PROBLEM
Word-for-word transcription needed. Include every entry below but no pictures.

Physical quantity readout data
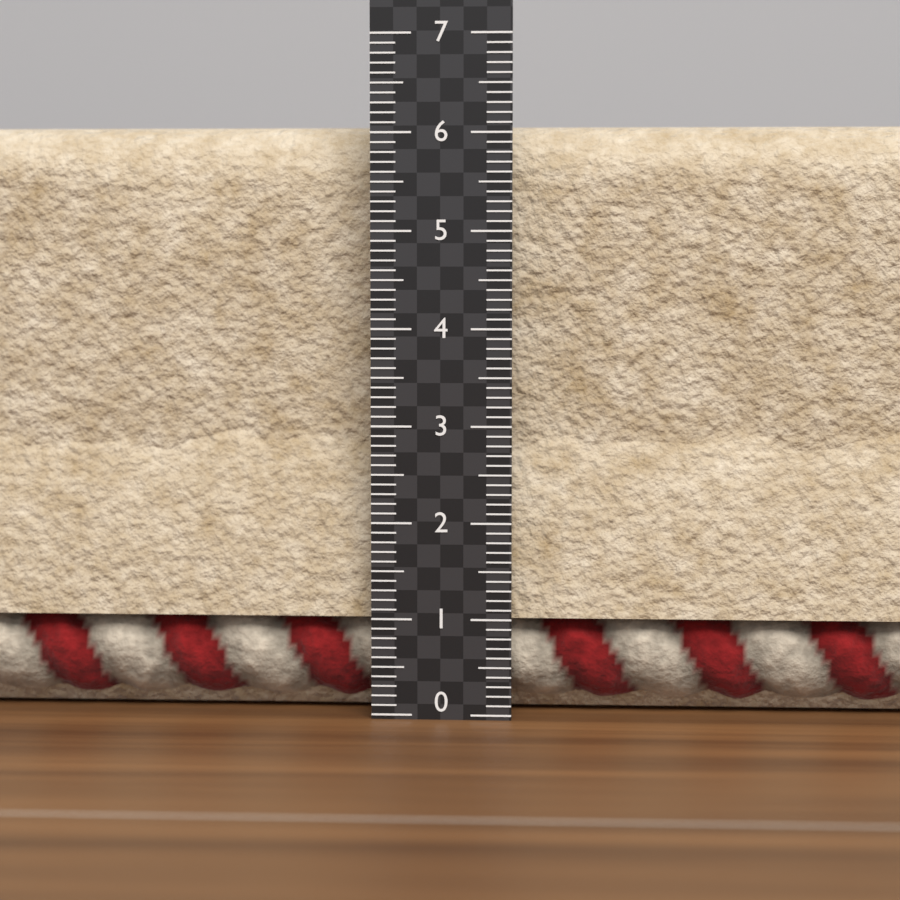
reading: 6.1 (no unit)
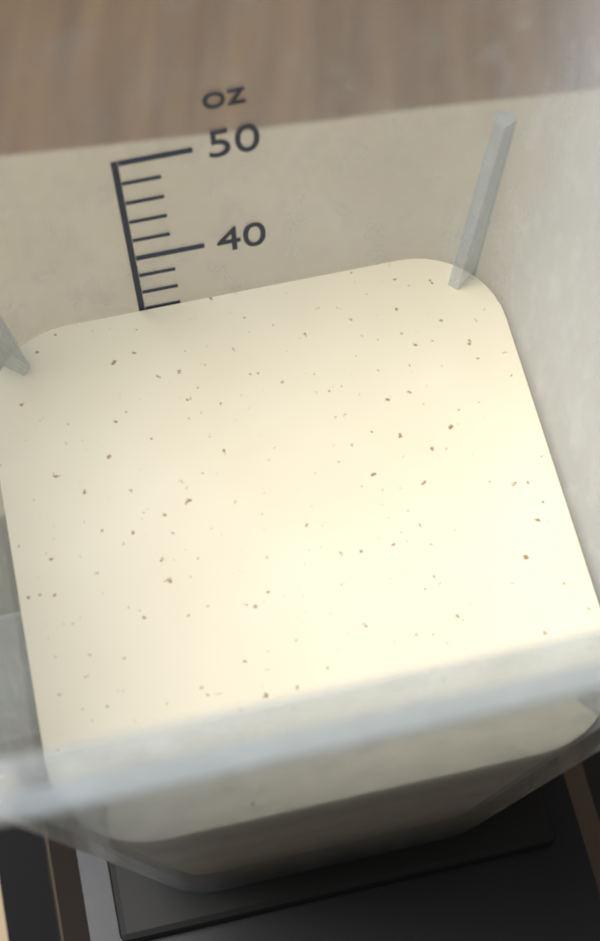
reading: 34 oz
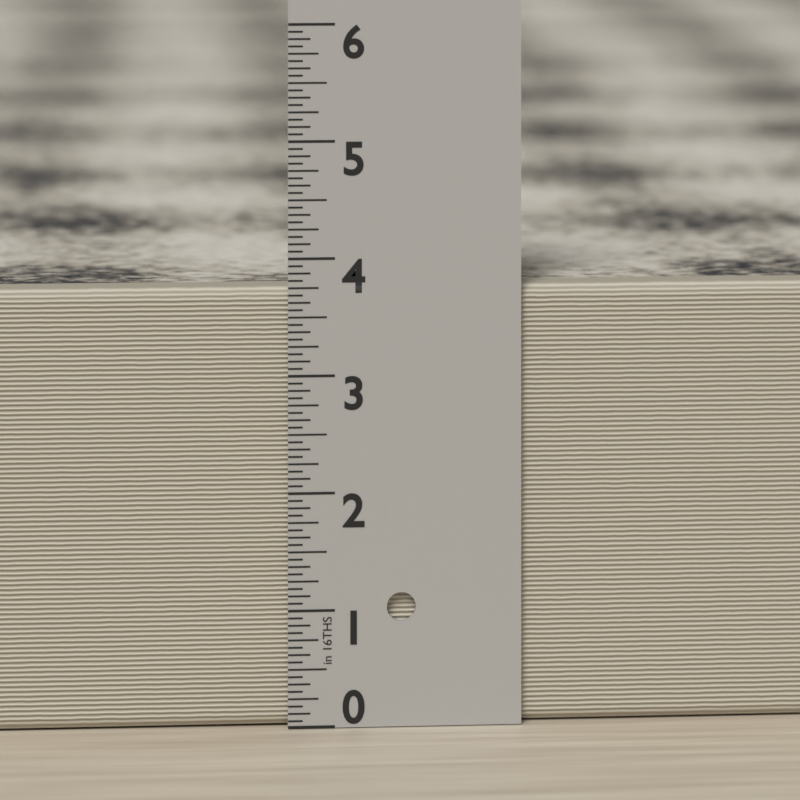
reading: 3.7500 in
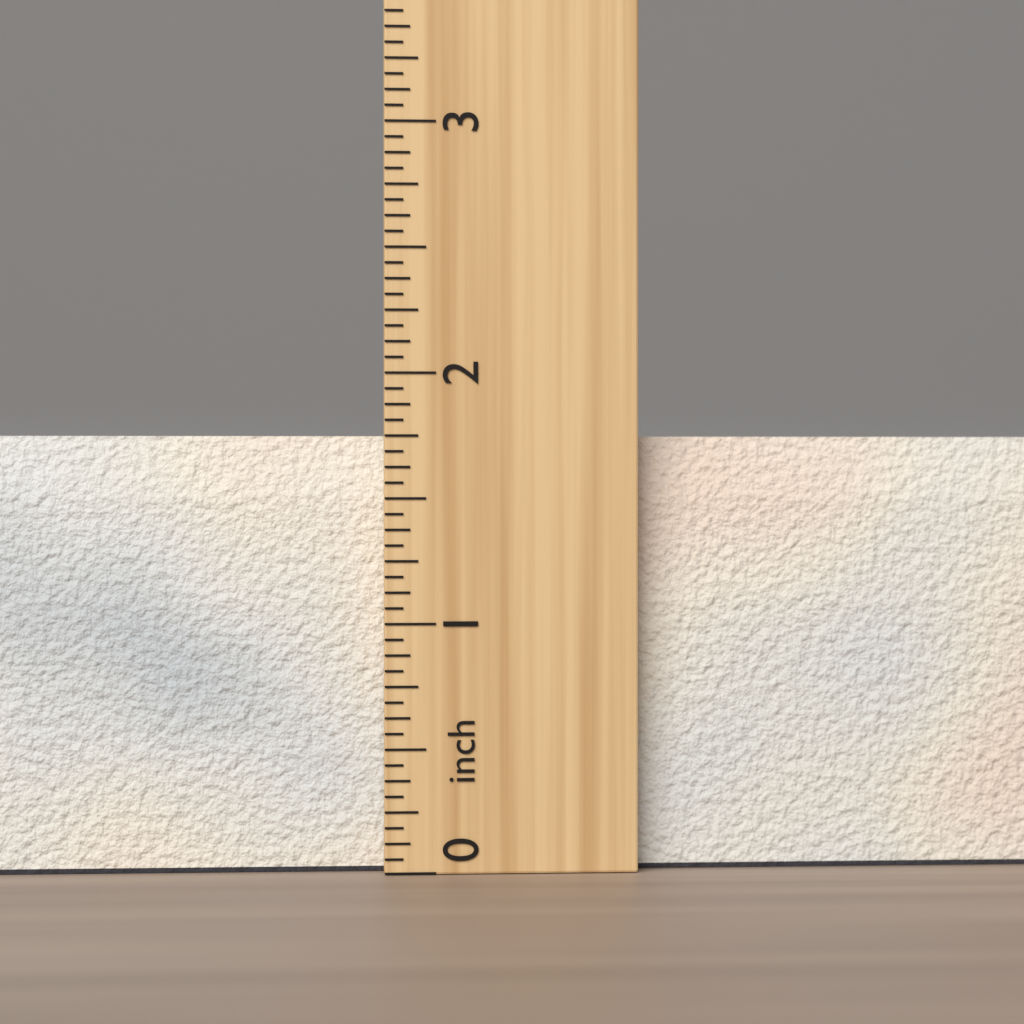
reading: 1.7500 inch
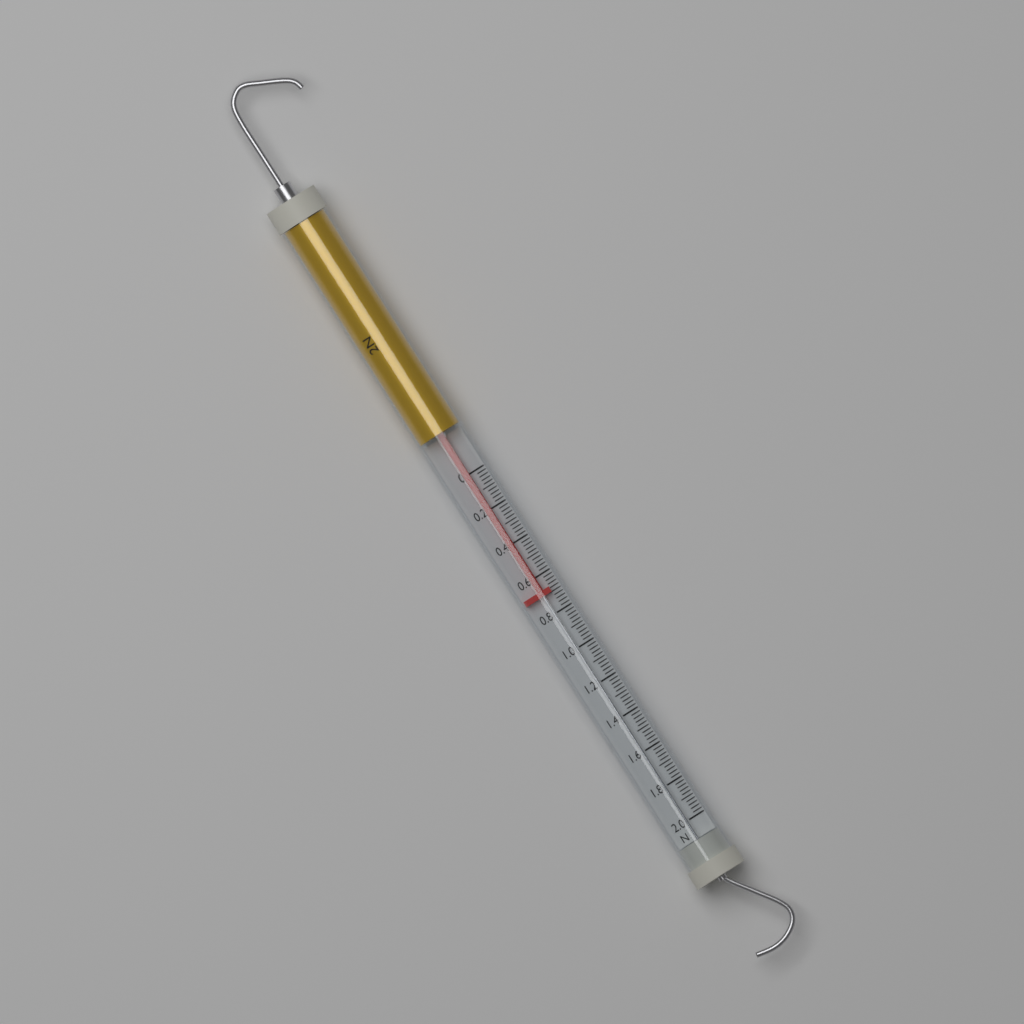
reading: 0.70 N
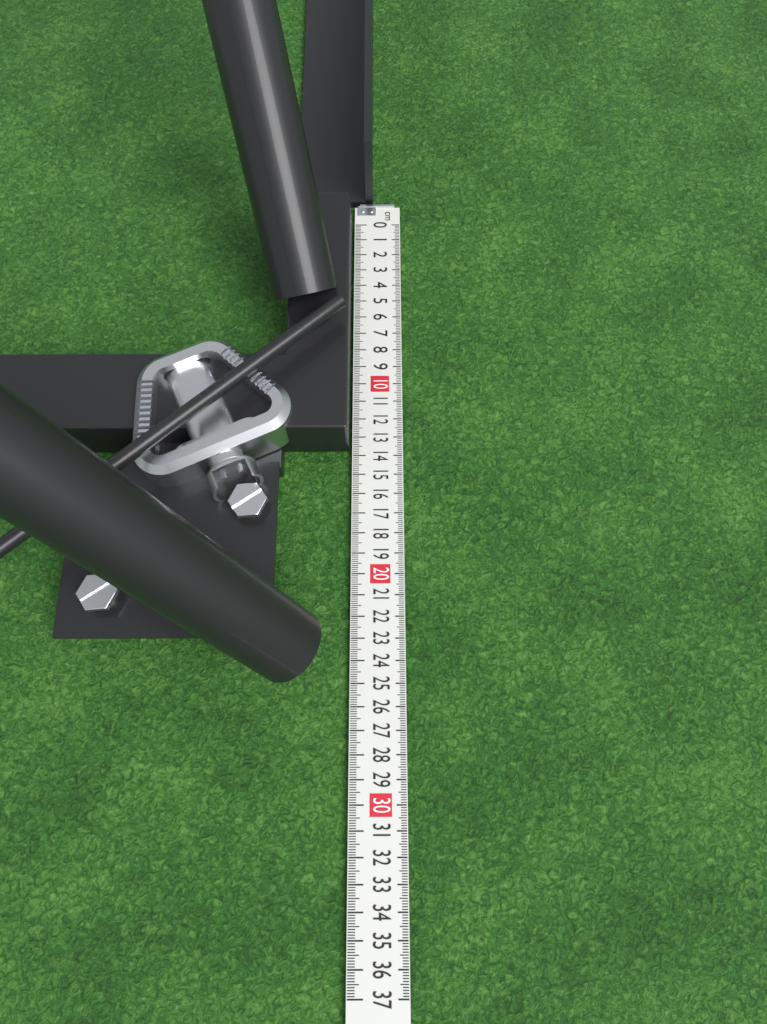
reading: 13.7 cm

ANSWER TO THIS PROBLEM
reading: 6.1 (no unit)
reading: 34 oz
reading: 3.7500 in
reading: 1.7500 inch
reading: 0.70 N
reading: 13.7 cm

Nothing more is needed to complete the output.